Homomorphisms of Languages

mercredi 31 juillet 2013

Hey, I was thinking of this generalization of homomorphisms. You have a language [itex]L_1 = (A, B)[/itex] where [itex]A[/itex] is a set of symbols and [itex]B[/itex] is a set of sequences of symbols in [itex]A[/itex]. Given languages [itex]L_1 = (A, B)[/itex] and [itex]L_2 = (C, D)[/itex] a function [itex]f: A \rightarrow C[/itex] is defined to be a homomorphism of languages if, given any sequence [itex]a_1 a_2 ... a_n \in B[/itex], we have [itex]f(a_1) f(a_2) ... f(a_n) \in D[/itex].



This is seen as a generalization. For example, if [itex]A[/itex] is a set of group elements, and [itex]B[/itex] is a set of sentences of the form "[itex]a_1 a_2 a_3[/itex]" (the multiplication table, [itex]a_1 * a_2 = a_3[/itex]), then every homomorphism of languages from [itex]A[/itex] to the alphabet of another language set up like this corresponds to a group homomorphism.



Another example: if [itex]A[/itex] is a set of ring elements together with special elements * + =, and [itex]B[/itex] is a set of sentences of the form "[itex]a_1 * a_2 = a_3[/itex]" (the multiplication table), unioned with a set of sentences of the form "[itex]a_1 + a_2 = a_3[/itex]" (the addition table), then homomorphisms of languages that map * to * and + to + and = to = correspond to ring homomorphisms.



To look at it in general, [itex]A[/itex] is a set of objects, and [itex]B[/itex] is a set of true statements about elements of [itex]A[/itex]. A homomorphism of languages [itex]f : A \rightarrow C[/itex] induces a map from statements in [itex]B[/itex] to corresponding statements in [itex]D[/itex] that "maps truth to truth" (doesn't generate false statements, i.e. strings outside of [itex]D[/itex]).





What do you think? Have you heard of this?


Task statement: Whenever a line in the records below contains "ffffff", pick it out.
- - - - -
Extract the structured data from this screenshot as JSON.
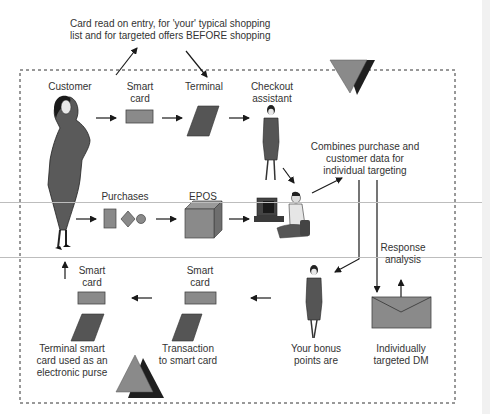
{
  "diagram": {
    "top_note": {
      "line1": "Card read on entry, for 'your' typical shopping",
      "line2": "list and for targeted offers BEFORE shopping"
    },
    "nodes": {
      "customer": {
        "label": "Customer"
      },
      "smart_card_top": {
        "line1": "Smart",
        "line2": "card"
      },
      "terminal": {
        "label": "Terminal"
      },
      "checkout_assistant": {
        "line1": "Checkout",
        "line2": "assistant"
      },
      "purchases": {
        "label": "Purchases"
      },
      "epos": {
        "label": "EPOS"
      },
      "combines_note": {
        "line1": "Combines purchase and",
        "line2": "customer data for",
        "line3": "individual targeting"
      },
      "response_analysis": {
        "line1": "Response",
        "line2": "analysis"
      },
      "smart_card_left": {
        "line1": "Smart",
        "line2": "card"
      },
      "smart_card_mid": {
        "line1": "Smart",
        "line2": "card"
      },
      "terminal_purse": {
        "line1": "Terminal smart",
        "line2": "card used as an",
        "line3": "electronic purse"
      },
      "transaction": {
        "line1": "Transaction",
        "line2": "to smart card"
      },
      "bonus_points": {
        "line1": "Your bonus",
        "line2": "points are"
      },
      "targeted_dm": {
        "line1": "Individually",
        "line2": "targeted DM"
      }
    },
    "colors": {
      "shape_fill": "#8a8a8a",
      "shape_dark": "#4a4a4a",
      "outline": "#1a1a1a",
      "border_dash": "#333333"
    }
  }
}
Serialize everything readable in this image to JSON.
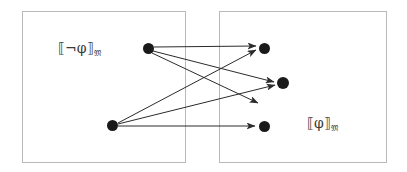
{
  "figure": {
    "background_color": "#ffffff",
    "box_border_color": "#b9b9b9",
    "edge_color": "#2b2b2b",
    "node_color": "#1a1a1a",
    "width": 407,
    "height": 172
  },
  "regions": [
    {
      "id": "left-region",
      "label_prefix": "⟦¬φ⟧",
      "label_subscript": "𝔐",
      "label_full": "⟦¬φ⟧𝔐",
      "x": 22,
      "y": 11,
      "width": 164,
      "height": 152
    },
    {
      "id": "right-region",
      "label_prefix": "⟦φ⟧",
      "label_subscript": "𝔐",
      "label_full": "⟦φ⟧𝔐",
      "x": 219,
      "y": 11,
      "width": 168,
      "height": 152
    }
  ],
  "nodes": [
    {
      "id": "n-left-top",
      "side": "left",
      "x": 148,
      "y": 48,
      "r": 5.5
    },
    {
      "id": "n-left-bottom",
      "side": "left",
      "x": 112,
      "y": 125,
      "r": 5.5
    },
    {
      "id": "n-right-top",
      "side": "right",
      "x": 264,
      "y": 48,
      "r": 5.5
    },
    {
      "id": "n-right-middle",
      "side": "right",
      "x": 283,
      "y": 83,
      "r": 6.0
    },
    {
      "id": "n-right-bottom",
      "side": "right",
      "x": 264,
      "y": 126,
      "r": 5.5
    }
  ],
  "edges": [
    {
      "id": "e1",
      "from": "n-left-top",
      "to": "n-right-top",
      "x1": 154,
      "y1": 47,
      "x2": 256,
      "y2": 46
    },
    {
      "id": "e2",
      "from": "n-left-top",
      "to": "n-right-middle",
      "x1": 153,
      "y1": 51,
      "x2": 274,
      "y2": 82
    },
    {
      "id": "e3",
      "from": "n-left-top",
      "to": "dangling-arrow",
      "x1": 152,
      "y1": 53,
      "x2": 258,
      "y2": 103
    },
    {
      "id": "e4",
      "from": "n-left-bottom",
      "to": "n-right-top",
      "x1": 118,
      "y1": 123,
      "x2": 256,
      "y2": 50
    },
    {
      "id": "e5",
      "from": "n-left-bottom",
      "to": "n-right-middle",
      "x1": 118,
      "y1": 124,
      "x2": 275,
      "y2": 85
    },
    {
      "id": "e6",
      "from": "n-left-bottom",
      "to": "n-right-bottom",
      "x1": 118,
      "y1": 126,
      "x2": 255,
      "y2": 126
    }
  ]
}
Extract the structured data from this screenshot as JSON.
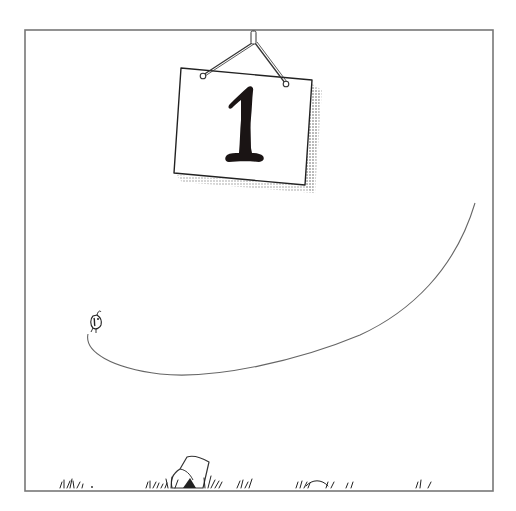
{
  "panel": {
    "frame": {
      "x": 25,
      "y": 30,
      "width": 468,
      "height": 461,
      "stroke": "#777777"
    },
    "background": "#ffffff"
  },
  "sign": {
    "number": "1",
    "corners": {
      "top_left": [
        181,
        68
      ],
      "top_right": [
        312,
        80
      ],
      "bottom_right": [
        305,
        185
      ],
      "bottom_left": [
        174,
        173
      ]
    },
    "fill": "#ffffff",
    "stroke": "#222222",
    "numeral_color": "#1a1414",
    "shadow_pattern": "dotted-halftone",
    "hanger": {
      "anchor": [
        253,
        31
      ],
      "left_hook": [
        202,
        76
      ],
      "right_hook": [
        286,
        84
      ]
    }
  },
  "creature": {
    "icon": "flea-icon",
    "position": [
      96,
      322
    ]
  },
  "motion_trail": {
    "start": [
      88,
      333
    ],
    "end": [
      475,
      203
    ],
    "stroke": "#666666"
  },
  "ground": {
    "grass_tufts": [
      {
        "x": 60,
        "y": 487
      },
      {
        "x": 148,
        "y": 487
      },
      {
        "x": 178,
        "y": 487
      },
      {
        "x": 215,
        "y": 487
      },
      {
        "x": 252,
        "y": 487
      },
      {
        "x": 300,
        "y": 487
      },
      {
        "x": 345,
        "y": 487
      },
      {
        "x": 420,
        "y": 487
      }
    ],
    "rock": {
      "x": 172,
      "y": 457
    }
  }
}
- - - - -
Your solution:
    "background_color": "#ffffff",
    "background": "#ffffff"
    "fill": "#ffffff",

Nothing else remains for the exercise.